President Barrack Obama and the Republicans in Congress reached an interim agreement on the budget on January 1, 2013. It is estimated that the tax increases will provide the federal government with another $620 million in revenues. The cuts in social programs and military spending ($110 billion) would become automatic in two months.

But can the weakly recovering U.S. economy absorb any cuts to government spending? All but ignored in the mainstream media is the fact that the U.S. economy has avoided a long recession or worse after the 2008-9 crash only because of huge deficit spending by the federal government and the major bailout of the financial sector by the Federal Reserve. Here are the facts:

(1) Between 2009 and through 2012 the U.S. federal government has run budget deficits totaling $5.1 trillion dollars.
(2) The U.S. Federal Reserve lowered interest rates to less than 1%. Beyond this, what could they do? They have been “printing money” through the use of quantitative easing, first used extensively (without success) by Japan in its attempt to reverse deflation:
QE-1 (November 2008 - March 2010) - $1.425 trillion went to the banks to buy bad securities;
QE-2 (November 2010 - June 2011) - $600 billion in treasury securities were bought; this was needed to boost the falling stock market; and
QE-3 (September 2012 - present) - buying $85 billion in bonds and mortgage backed securities per month, a policy pledged to last until the official unemployment rate falls below 6.5%.

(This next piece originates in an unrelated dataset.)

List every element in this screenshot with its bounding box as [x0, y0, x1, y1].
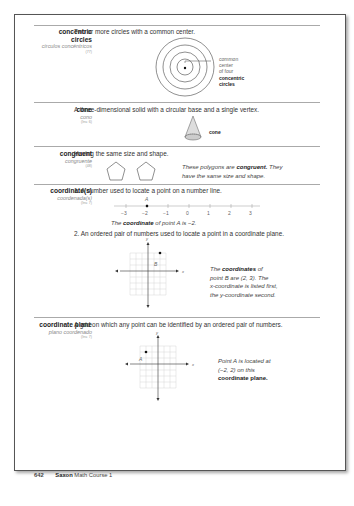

Canadians are especially concerned about the state of the U.S. economy. We remain closely integrated with our southern neighbour in every way. We are heavily dependent on trade with the USA. American corporations are very dominant in this country. The value of the Canadian dollar is tied to developments in the United States. The free trade agreements with the United States are major obstacles to any Canadian government which would like to adopt independent economic strategies. Right now we are all hoping that the policies adopted by President Obama, the Congress and the Federal Reserve will help and not hinder the fragile economic recovery.

John W. Warnock is retired from teaching political economy and sociology at the University of Regina. He is author of Saskatchewan: The Roots of Discontent and Protest.